There were chambers of cold air upon the river.
He was tired and nervous and cold, and shook so violently that he could scarcely steer.
When the canoes had rounded the first bend and Remate had disappeared from view, he nodded to Hazel and they prayed.
One hand on the outboard tiller, the other to his forehead, he prayed that the Lord would bless them and keep them, that His work might be done, Amen.
She prayed dutifully for the health and safety of His servants, Leslie and Andy, that they too might work for the Glory of the Lord, Amen.
He watched her as she prayed.
How grotesque and right it was that at this moment, stubbornly erect, borne against her will into the hated jungle, she should be facing
backward
—this poor great mule of a woman, he thought, with the last grace kicked out of her.

He said, “Almighty God, we pray for Lewis Moon—”

“No!”

“—that he be still alive, and that he may walk safely from the wilderness, to seek his own salvation in Thine eyes, Amen.”

She spoke in hate: “I’d pray for Guzmán first!”

From the river rose sad supplicating limbs of submerged trees, writhing and shivering in the current; on a sand bar at the bend ahead a pale caiman five feet long lay with its jaws agape,
straining to swallow a sword of light which pierced the green escarpments.
At the approach of Huben’s motor it rose on its short legs and ran, carrying its body clear of the ground, like two men borne forward by a heavy log which they are about to drop; headlong and obscene, it plunged into the current.
A thrash of its armored tail and it was gone, leaving a soft spreading welt on the slow water.

At Billy’s shout she had turned her head in time to see the reptile, and was gagging.

“They’re harmless, Hazel.
They say only the black crocodiles are dangerous.”

“The crocodiles,” she muttered.
“The
black
ones.
Where are
they?
” She fixed her eyes on the big red hands folded tightly on her lap.
He did not want those hands to touch him, ever again.

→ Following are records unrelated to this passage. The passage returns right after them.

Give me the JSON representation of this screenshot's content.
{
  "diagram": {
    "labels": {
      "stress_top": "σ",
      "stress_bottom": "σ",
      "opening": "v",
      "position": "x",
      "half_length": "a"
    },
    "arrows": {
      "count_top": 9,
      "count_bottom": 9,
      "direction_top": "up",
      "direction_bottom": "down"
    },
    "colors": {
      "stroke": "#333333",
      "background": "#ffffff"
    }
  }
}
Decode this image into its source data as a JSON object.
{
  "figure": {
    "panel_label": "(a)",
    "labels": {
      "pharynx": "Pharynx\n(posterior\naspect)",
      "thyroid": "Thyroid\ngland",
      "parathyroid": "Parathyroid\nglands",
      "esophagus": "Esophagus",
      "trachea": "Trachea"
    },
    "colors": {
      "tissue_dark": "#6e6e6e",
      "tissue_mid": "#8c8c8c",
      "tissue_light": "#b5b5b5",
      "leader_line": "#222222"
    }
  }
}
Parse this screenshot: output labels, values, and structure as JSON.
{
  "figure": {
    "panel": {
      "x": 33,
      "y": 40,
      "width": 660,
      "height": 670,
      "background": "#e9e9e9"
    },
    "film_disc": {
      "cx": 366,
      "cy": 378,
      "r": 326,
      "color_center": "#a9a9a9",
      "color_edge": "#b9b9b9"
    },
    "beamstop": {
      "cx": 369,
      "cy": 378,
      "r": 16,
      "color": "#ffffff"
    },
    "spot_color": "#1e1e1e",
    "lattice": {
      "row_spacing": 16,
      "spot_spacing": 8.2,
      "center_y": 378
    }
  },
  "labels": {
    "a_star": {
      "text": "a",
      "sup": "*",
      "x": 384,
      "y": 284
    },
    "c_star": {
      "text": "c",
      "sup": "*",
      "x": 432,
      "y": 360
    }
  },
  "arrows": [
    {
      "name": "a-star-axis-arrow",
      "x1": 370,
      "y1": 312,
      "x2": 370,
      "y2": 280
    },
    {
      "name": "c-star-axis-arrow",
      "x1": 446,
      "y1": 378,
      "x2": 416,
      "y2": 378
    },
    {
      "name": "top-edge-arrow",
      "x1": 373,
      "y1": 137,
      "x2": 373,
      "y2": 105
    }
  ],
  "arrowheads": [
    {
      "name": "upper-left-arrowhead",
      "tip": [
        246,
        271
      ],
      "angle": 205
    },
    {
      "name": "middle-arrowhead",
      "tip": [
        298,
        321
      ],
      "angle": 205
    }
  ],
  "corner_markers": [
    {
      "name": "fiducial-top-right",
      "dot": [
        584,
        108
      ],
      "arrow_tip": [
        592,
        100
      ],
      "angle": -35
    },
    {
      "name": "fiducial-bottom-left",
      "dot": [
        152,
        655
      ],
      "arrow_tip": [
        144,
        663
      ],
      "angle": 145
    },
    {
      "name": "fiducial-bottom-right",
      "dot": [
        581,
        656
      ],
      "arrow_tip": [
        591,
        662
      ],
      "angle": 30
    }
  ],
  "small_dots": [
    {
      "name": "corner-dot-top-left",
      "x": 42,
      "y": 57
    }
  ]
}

A scent of the jungle caught him unaware; he stared at the engulfing trees.
Perhaps the canoes were being watched, had been watched since they left Remate.
But this was Tiro country, after all, and the Tiro had been tame for many years; like the Quechua, they had made their peace with exploitation.
At the same time one never knew what impulse might seize this people, whose resilience must have its snapping point, and for whom, unlike the Niaruna, stealth and treachery ranked high among the virtues; on this narrow river it would be the work of moments to fill the chests of the Lord’s ambassadors with arrows.
Having hidden any food and valuables, the Tiro could then paddle downriver to Remate with the news of another Niaruna massacre.

Quarrier stared at Billy’s small eager body pressed into the bow.
Perhaps the only thing staying the Tiro hand was that the idea had not occurred to them.
He shuddered violently with cold.
A need for peace came over him; he had an impulse to cut the motor of the boat and drift silently backward into green oblivion, letting his hand trail in the cool water.